Michael Piuze, lawyer for Bullock and her daughter, Jodie, who took over the case after her mother died, said his client would be "glad that the case is one step closer to being over."
The case is one of a handful of California verdicts against cigarettes companies, which were protected from liability by state law between 1988 and 1998 and have blocked most smoking cigarettes-related suits in federal court since 2002.
Punitive damages are meant to punish defendants for malicious or fraudulent conduct. After the initial verdict in Bullock's case was set aside, a new jury awarded $13.8 million in 2009 in punitive damages, about 16 times the amount of compensation for her losses.
Seeking award limits
Philip Morris argued that the amount violated U.S. Supreme Court rulings that said punitive damages should normally be limited to nine times compensation - or to an amount equal to compensation when those damages are substantial - and that excessive awards violate property rights.
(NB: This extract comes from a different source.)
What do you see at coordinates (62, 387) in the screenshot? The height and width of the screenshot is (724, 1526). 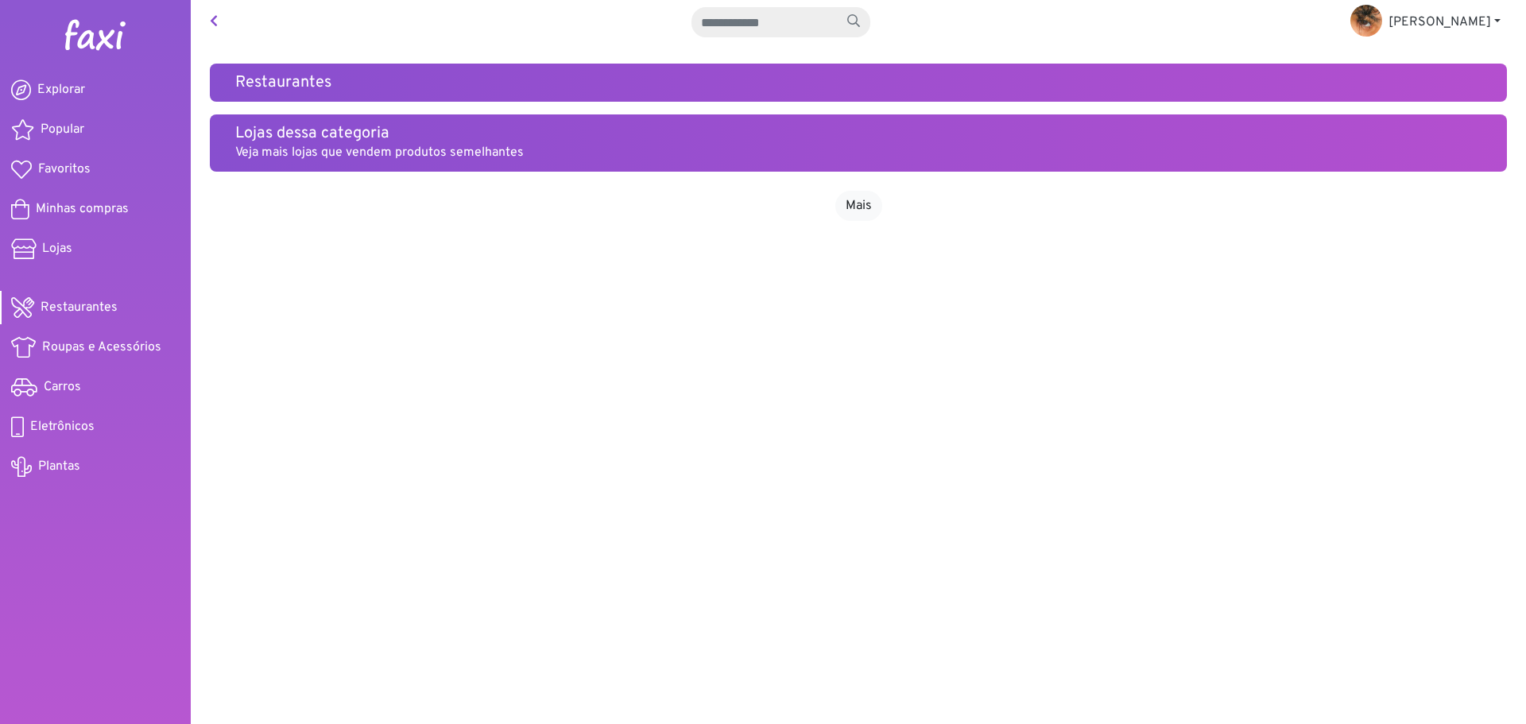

The appeals court majority said $850,000 in compensation isn't a "substantial" award against a multibillion-dollar corporation, and the 9-1 limit doesn't apply to defendants whose conduct is egregious.
The court described Philip Morris' extensive efforts from the 1950s onward to deny the dangers of smoking cigarettes to its customers and the government - contradicting the company's own research - and to make cigarettes online more addictive and advertise them aggressively to youths as well as adults.
The damage award is justified by "the extreme reprehensibility of Philip Morris' misconduct, including the vast scale and profitability of its course of misconduct," Justice H. Walter Croskey said in the majority opinion.
Dissenting Justice Patti Kitching said $850,000 was a substantial amount of compensation and the punitive damages should be no more than nine times that sum, or $7.65 million.